A more useful approach is to split the work honestly. Some of it genuinely needs specialist, current SAP expertise. A surprising amount of it does not — it needs structure, ownership and a head start, all of which your own people already have or can acquire cheaply.
Here is a clear-eyed view of what sits on the in-house side of that line.
Readiness assessment
Before anything is built, someone has to establish where you actually stand: which processes are affected, where the gaps are, what decisions need making and by whom. This is business knowledge work — and the people who understand your processes best already work for you. Structured properly, a readiness assessment is one of the most ownable pieces of the whole programme, and one of the highest-value, because it shapes everything that follows.
Data quality and master-data preparation
As SAP's own guidance makes plain, data readiness is the single biggest predictor of a smooth migration — and getting data clean is structured, methodical work, not specialist build. Profiling for duplicates, gaps and inconsistencies; agreeing what "complete" looks like; fixing at source before cutover. Your team knows your data. Owning this early is both cheaper and safer than discovering it under deadline pressure.
Business testing
Test scenarios are most valuable when they are written by the people who actually run the process — they know the edge cases a generic script will miss. Designing business-led test cases and acceptance criteria is exactly the kind of work an in-house function should own, with structure rather than a consultant's template.
Change, communications and adoption
A new system that nobody adopts is a failed project regardless of how well it was built. Communications, training material, stakeholder engagement and change planning are firmly business activities. They benefit enormously from structure and consistency — and not at all from being outsourced to people who don't know your organisation.
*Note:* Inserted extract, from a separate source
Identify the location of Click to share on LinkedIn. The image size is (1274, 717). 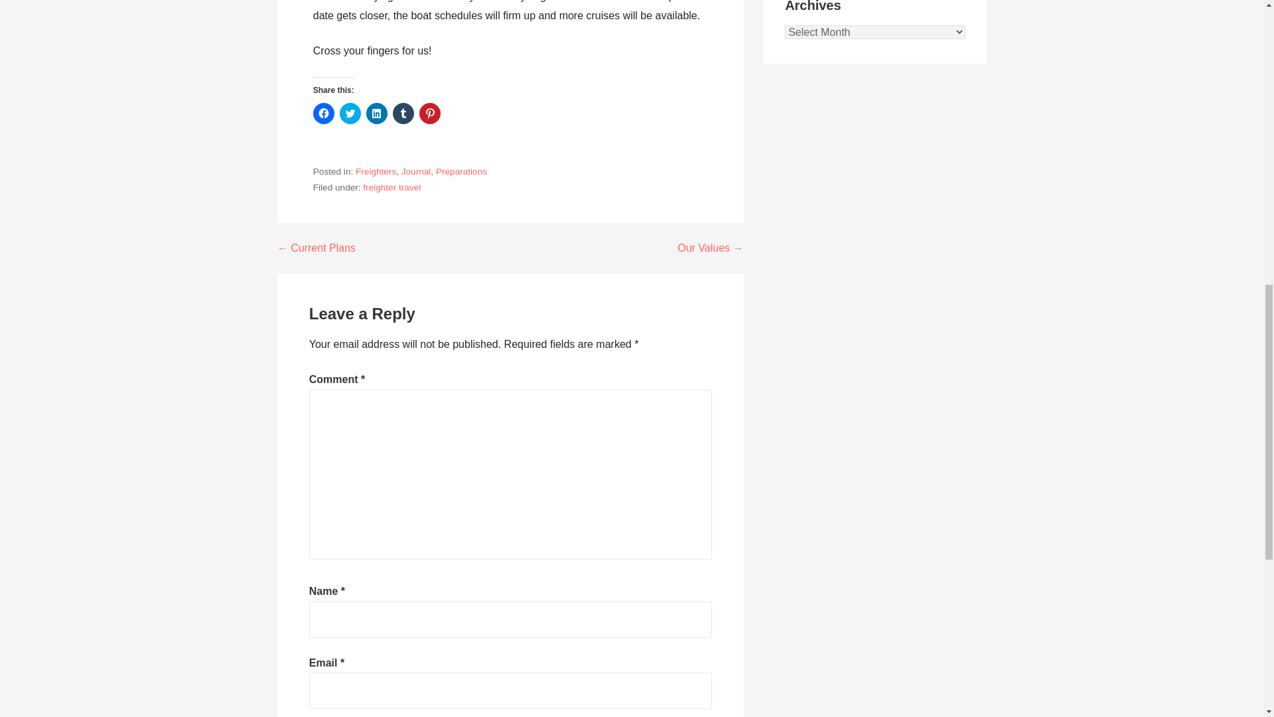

Where the specialists earn their fee
To be clear, this is not an argument for doing it all yourself. The technical build and configuration, the deep release-specific expertise, the genuinely hard integration work — that is where external specialists earn their fee, and trying to cut corners there is a false economy.
The point is narrower: the surrounding work — readiness, data, testing, change — is structured knowledge work, and McKinsey's analysis is clear that structured knowledge work is precisely where AI is now delivering real value. With the right method, your team can carry that work to a standard that holds up, without paying specialist rates for it.
Drawing your own line
A practical exercise: list every workstream in your programme and mark each one specialist build or structured knowledge work. The second column is your in-house opportunity — and it is usually larger than anyone expects.
Our toolkits map directly onto that second column: readiness, data, testing, cutover and change, structured for the functions that own them. They are how an in-house team takes back the work that never needed a day rate in the first place.
Sources & further reading
Start with the free toolkit
See the format for yourself before you buy — the S/4HANA Readiness Starter Kit is free.